In 2002, Bowie laid out the entire music streaming playbook: 

“Music is going to become like running water or electricity. I don’t even know why I would want to be on a label in a few years, because I don’t think it’s going to work by labels and by distribution systems in the same way. The absolute transformation of everything that we ever thought about music will take place within 10 years, and nothing is going to be able to stop it. I see absolutely no point in pretending that it’s not going to happen… You’d better be prepared for doing a lot of touring because that’s really the only unique situation that’s going to be left. It’s terribly exciting. But on the other hand it doesn’t matter if you think it’s exciting or not; it’s what’s going to happen.”

Financialization of everything 

The rise of music streaming over the past decade has led to massive deals for artist catalogs:

• Bruce Springsteen: $500m for his entire publishing catalog 
• Bob Dylan: $300-400m for 100% of his publishing catalog 
• Neil Diamond: $300m for complete song catalog 
• Neil Young: $150m for 50% of his career catalog 
• Stevie Nicks: $100m for a “majority” of her song catalog 

Per A Journal of Musical Things, Bowie’s estate sold his catalog for $250m earlier this year. Bowie — ever the time traveller — was way ahead of this trend. In 1997, he created a financial instrument (Bowie Bonds) backed by the royalties from 25 of his albums recorded pre-1990. 

The deal was put together by Prudential Insurance and raised $55m on the following terms: 10 years with a 7.9% interest rate.

In the aforementioned BBC interview, he said one of the reasons for the raise was that he required money to “start a new internet company”. Needing cash to burn for a tech startup may have been the most time traveler thing he did. 

Outfits 

Ok, I know what you’re thinking: “eh, some good calls but not really time traveller stuff.” Fine, fair enough.

The last thing I can offer is this Tumblr page — BoweiBranchia — that matches Bowie outfits to color slugs and snails. Dude had some futuristic-looking swag (I refuse to believe this means nothing). 

Why are Doritos so addictive?

Well obviously people love fat and carbs (Doritos has a nearly perfect 50/50 calorie split between the two). I wrote a Twitter thread with some more details: 

  • Humans have affinity for cooked compounds. Evolutionarily, this makes sense since the act of cooking itself helps us consume calories efficiently. Doritos chips have numerous cooking processes to bring out these compounds: 1) corn is boiled; 2) corn chips are toasted; 3) and then fried.  
  • Flavour enhancers: There are so many (MSG, salt, garlic/onion/pepper/tomato/ powder). This mix is called “non-specific aroma”. No flavor is dominant enough to cause satiety (feeling full) and there is no “taste memory” which means you don’t get sick of it. Coca-Cola has a similar property. 
  • Contrasting texture: A Doritos bite starts with a crunch but quickly dissolves in your mouth. This is a phenomenon known as “vanishing caloric density”. The feeing of food “vanishingly in your mouth signals to the brain that you “need” more.
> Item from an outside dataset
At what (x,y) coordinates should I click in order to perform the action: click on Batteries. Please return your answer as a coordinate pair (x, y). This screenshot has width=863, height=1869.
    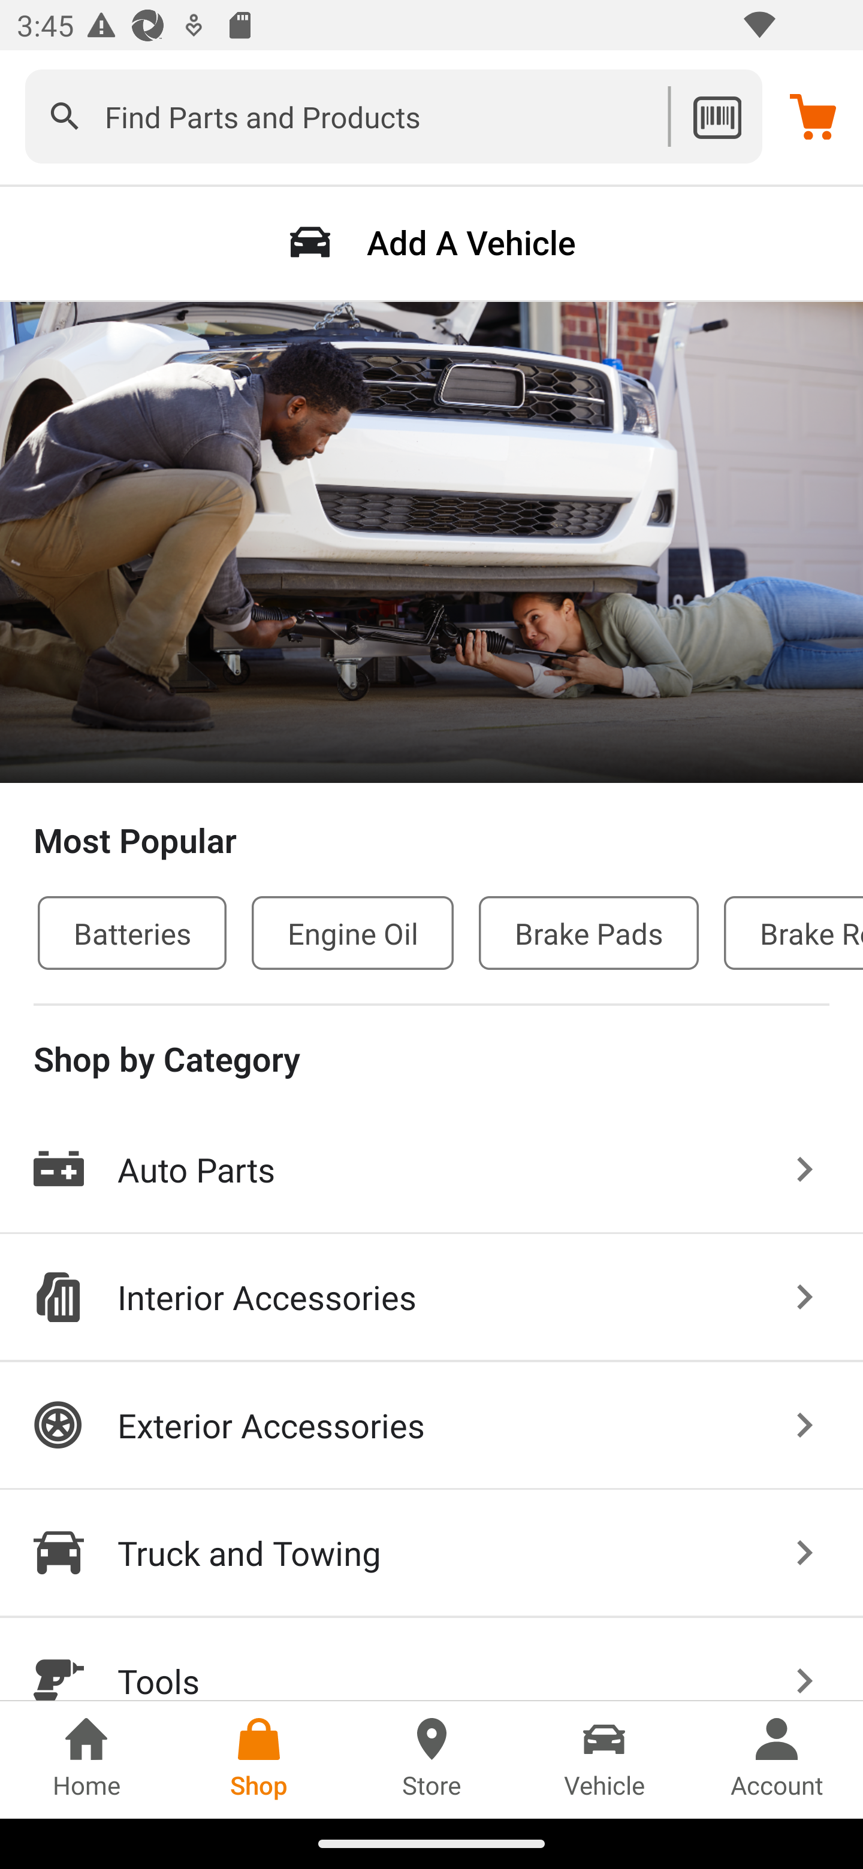
    Looking at the image, I should click on (132, 932).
Another point I brought up is that the powder cheese on the chip “releases a compound called casomorphine, which attaches to the same brain receptors as heroin. This leads to a satisfying dopamine hit.”

A professor wrote me to say that “You physically cannot eat enough cheese to get a pharmacological effect from casomorphines, let alone eat enough Doritos to activate the opioid receptor. The dose is just too low.”

It makes a lot of sense to me. But when I posted the comment in the thread, it fired up this pretty hilarious reaction:

Place an open bag in front of him. hand in a spring trap and give him a single Dorito. Later, while bandaging his hand ask if the casamorphine argument is still invalid.